⚡ Why /data/... Imports Worked on My Server — Until They Didn't
Adam C. |

The Mystery

I recently ran into a baffling next build failure on a server where I colocated MongoDB, Next.js, and FeatherJS:

EACCES: permission denied, scandir '/data/mongodb/diagnostic.data'

At first, this made no sense. My code simply imported time standard files from:

await import(`/data/${type}/${meet}-${year}.json`);

This had worked flawlessly on other systems for years. So why the sudden failure?

Photo by Adrien Tutin on Unsplash

What Changed

On the new server, I had installed MongoDB locally, and MongoDB had created this path:

/data/mongodb/diagnostic.data

That was the difference. On all my previous systems, /data/ didn't exist at all.

The Illusion of Fallback

"If /data doesn't exist, does Node or Webpack fall back to projectRoot/data?"

No, not officially. Node.js never does this.
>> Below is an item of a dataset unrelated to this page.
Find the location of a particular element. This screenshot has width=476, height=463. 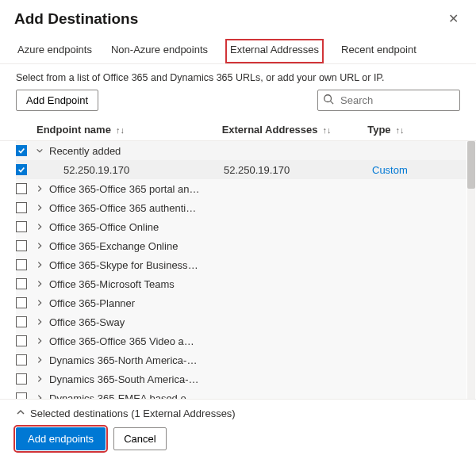

add-endpoints-button: Add endpoints is located at coordinates (60, 439).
But Webpack (and therefore, Next.js) sometimes does something that looks like fallback, but is really its own path resolution logic:

“Hmm, /data/foo.json — I don’t know that module, and it’s not in node_modules, and /data doesn’t exist on the host machine...
But I see there's a data/ folder in the project. Let me try that.”

So Webpack resolves /data/foo.json as projectRoot/data/foo.json, and it just works — until you install something (like MongoDB) that creates a real /data directory on the OS.

Why It Breaks

Once /data/ exists on the actual filesystem:

Webpack tries to scan /data/ as a real directory

It hits diagnostic.data/, which is permission-protected

next build crashes with EACCES: permission denied

The Correct Fix

Always treat /data/... as off-limits unless you're intentionally targeting the root of the server. Use project-relative paths like this:

import path from "path";
import fs from "fs/promises";

const filePath = path.resolve(
  process.cwd(),
  "data",
  type,
  `${meet}-${year}.json`
);

const fileContent = await fs.readFile(filePath, "utf-8");
const times = JSON.parse(fileContent);

This guarantees correct behavior regardless of what folders exist on the host system.

Final Takeaway

If you're using /data/... and it "works," it's likely only because:

There's no real /data/ directory on your OS

Webpack defaulted to looking inside your project folder

But this is fragile behavior — and as soon as something like MongoDB creates a real /data, it breaks. Don't rely on this. Always resolve paths relative to your project.

💡 Note to self:
"Hmm, /data/foo.json — I don’t know that module, and it’s not in node_modules, and /data doesn’t exist on the host machine...
But I see there’s a data/ folder in the project. Let me try that."

— That’s the mental model for how Webpack made this seem like it "just worked."